Dec 6 2013
Gerontology & Geriatrics Education, the Official Journal of the Association for Gerontology in Higher Education (AGHE), has published Special Issue - Building Capacity in Geriatrics: Innovative Approaches in Medical Education to provide new and innovative ways to address the current struggles in geriatric medical education.
The need for a larger number of trained physicians in the care of older adults is higher than ever as the number of older adults within the population continues to rise. While there have been strides made in both undergraduate and graduate geriatric medical education, there is still a struggle with recruiting students into the field and getting non-geriatricians to learn the differences between caring for 50 year olds verses 80 year olds.
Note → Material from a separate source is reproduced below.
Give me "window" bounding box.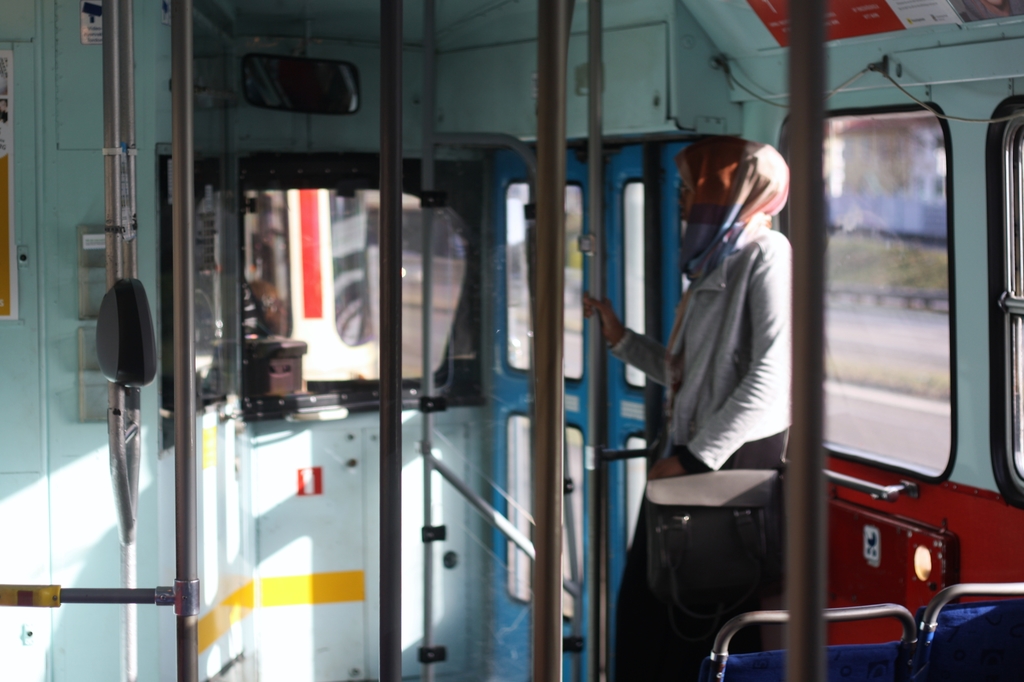
(x1=185, y1=170, x2=458, y2=391).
In this issue, medical students, residents, hospitalists, and nursing home physicians are asked to describe how their experience of caring for older persons differs from what they have learned to do within traditional medicine. The articles chosen for the Special Issue include methods for teaching clinical geriatrics despite limitations in curricular time and geriatric specialists, non-geriatrician recognition of the differences between geriatrics and traditional medicine, and opportunities to enhance geriatrics competencies for practicing physicians.
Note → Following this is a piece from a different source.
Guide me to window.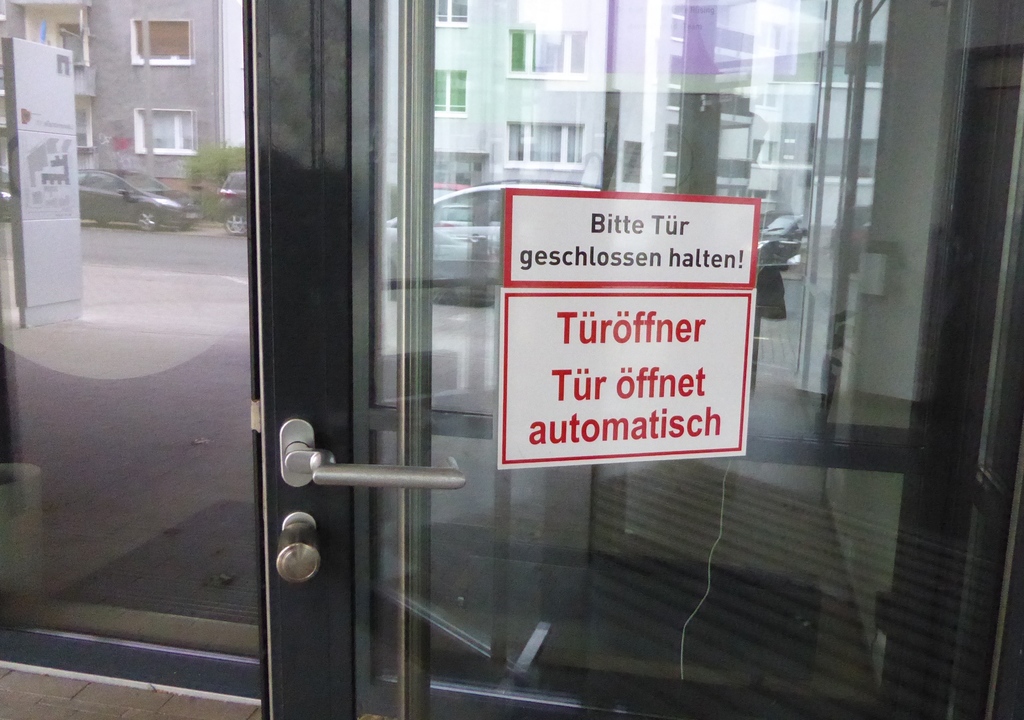
Guidance: 429 154 485 208.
There are many barriers to developing a physician workforce that can ably care for older adults. In recent years innovative strategies have been developed and tested to address this problem; however, there have been limited outlets for sharing these approaches. "This issue shows the benefit of disseminating the lessons learned from these smaller studies, providing us with ideas that might translate to our own environments and allow greater training in geriatrics despite the limited numbers of geriatricians," write Sara M. Bradley and Rosanne M. Leipzig in the Introductory Editorial to the Special Issue.